Posts Tagged ‘ssb’

Funkvergnügung!

Wednesday, November 5th, 2008

Funk- — of or relating to radio.
Vergnügung — enjoyment, pleasure.
Funkvergnügung would therefore be something akin to operating pleasure.

Ahh — the K3/100 is here! All unpacked, assembled, (troubleshot, sent back, repaired, aligned, reshipped, and re-unpacked,) antennified, and energized.

Operating the K3 — Funkvergnügung!

Operating the K3 — Funkvergnügung!

The first weekend I had it (all healthy and whole) was the CQWW-SSB contest. This is 48 hours of pure DXer heaven — well, for those of us who don’t do CW well enough anyway. Stations from all over the world are on, trying to contact everyone else they can. I only had 58 Qs (QSOs: contacts) in the few hours I had to operate. Many were from Argentina and Brazil, with a few other South American contacts, a few Hawaii and Mexico stations, and a solid contact with a station in Spain!

The crazy thing, for me, was how wonderfully selective the K3 was, as compared to my IC-706MKIIG, and even my K2. Admittedly, I do have some nice roofing filters in the K3, but being able to tune up and down the band and have stations copyable despite the closeness to other stations … sometimes they were less than 1-kHz apart, but still workable, where all of my other radios want the more standard 2.5- to 3-kHz spacing between stations if you want to reliably understand what they’re saying.

Simply amazing.

I love my new K3. I had a chance to do some A/B testing with an IC-756 ProIII at another club-member’s home, and while there were strong similarities in capabilities between the radios, and even though his had some nice features — like the band-scope, being sexier to look at — I’ll keep my K3, and be very satisfied with it.

Thank you, Elecraft, for designing and producing such a nice radio. Not for everyone, admittedly, but I’m one happy camper — erm, ham-mer. :D


For those interested in the problem:
There was an intermittent solder short from the factory on one of the boards which caused one of the many micro-controllers to fail. Gary, on their tech support staff, was very good to work with, and helped me narrow the problem down over several days (email exchanges being what they are). Elecraft made good on it though, and did all the repair work. They even aligned the radio once everything was working. They want to make sure that all the parts are not just working, but working together in the system as well as they can make it work. That meant I had to be a little patient again, but that’s OK. This radio’s a joy to own and operate!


What you have to do:
Give the number of lines in these entries that contain the string "down", with no further comment.

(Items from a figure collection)
————

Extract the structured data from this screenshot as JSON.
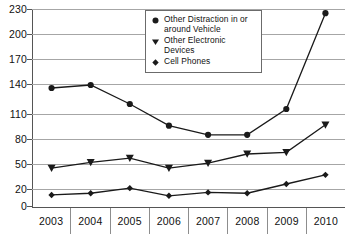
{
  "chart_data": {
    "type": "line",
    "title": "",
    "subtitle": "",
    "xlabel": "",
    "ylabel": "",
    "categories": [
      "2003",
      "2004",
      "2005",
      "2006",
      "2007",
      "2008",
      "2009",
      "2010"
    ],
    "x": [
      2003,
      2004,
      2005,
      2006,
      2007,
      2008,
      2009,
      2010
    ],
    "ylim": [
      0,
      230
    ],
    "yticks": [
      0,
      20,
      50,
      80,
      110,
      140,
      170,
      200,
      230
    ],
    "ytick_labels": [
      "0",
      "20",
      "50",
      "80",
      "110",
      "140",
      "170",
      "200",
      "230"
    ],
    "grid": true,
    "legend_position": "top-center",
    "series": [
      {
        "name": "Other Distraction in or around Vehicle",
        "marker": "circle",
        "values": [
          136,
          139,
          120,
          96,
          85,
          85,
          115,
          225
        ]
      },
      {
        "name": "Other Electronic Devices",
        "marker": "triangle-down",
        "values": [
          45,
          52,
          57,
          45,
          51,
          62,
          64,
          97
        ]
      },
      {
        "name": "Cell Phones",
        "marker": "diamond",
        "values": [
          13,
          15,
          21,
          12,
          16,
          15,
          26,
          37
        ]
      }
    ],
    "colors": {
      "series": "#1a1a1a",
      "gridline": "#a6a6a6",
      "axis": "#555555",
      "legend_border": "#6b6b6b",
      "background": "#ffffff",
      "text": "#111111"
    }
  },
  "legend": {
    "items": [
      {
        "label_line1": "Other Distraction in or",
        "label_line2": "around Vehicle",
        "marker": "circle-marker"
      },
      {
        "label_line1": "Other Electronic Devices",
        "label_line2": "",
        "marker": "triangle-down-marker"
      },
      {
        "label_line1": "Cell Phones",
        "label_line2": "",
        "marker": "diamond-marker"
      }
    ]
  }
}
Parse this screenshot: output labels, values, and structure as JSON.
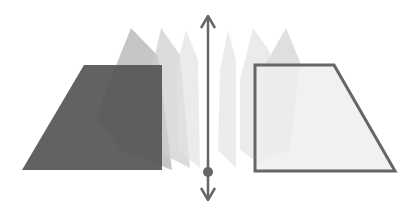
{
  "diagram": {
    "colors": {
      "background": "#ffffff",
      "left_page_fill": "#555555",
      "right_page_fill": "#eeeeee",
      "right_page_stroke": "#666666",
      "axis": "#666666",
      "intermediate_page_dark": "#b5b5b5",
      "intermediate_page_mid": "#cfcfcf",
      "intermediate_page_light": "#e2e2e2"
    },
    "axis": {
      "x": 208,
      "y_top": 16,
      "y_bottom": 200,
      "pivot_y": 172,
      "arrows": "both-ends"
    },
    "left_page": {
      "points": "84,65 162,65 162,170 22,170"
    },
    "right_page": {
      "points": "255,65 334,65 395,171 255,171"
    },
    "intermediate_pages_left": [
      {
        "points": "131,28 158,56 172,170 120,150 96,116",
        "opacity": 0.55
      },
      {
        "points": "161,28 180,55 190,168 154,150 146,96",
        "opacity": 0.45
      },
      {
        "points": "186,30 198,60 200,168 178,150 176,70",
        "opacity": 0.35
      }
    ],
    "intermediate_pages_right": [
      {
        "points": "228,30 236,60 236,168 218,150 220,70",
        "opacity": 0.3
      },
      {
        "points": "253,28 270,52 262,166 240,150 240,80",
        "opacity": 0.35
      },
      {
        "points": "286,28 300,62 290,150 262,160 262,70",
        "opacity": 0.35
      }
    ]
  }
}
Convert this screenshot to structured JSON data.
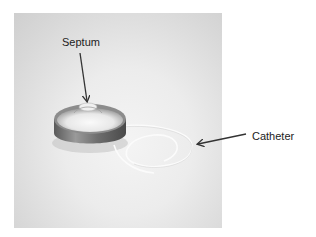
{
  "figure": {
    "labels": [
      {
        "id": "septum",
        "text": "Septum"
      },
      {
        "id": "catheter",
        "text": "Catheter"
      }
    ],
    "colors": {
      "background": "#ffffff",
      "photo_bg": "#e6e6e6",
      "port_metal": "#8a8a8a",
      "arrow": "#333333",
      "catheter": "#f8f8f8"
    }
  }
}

————

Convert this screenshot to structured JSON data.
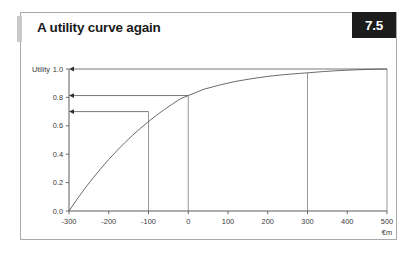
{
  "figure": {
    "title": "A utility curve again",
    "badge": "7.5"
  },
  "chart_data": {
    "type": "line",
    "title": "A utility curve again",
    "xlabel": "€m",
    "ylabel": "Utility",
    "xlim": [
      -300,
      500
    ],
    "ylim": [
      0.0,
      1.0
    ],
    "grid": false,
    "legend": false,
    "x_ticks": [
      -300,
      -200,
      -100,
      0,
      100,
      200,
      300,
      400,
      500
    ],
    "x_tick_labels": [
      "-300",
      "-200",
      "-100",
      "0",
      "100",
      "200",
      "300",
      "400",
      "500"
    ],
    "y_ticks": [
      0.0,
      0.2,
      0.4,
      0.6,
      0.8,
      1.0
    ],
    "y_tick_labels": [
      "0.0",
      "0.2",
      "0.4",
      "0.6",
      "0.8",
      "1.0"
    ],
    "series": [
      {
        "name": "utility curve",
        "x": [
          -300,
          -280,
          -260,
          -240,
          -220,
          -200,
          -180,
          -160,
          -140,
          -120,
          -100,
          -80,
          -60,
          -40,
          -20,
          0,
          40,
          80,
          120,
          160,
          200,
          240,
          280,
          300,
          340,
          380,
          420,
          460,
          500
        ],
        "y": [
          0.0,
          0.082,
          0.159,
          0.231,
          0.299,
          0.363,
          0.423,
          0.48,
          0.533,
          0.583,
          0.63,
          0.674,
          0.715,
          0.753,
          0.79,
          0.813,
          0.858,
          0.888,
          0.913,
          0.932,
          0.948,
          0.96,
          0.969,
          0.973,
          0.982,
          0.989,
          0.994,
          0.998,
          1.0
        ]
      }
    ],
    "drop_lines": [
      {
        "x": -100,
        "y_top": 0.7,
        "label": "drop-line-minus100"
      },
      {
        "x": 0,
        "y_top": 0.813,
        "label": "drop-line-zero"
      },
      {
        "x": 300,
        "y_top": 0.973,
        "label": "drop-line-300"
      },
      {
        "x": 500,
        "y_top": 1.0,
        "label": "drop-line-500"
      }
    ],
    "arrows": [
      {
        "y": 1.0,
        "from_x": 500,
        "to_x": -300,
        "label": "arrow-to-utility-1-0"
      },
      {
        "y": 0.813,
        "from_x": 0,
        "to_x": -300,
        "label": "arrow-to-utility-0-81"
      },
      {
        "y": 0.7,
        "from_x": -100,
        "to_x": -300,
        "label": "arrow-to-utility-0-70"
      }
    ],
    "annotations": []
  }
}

————

Response to this task:
2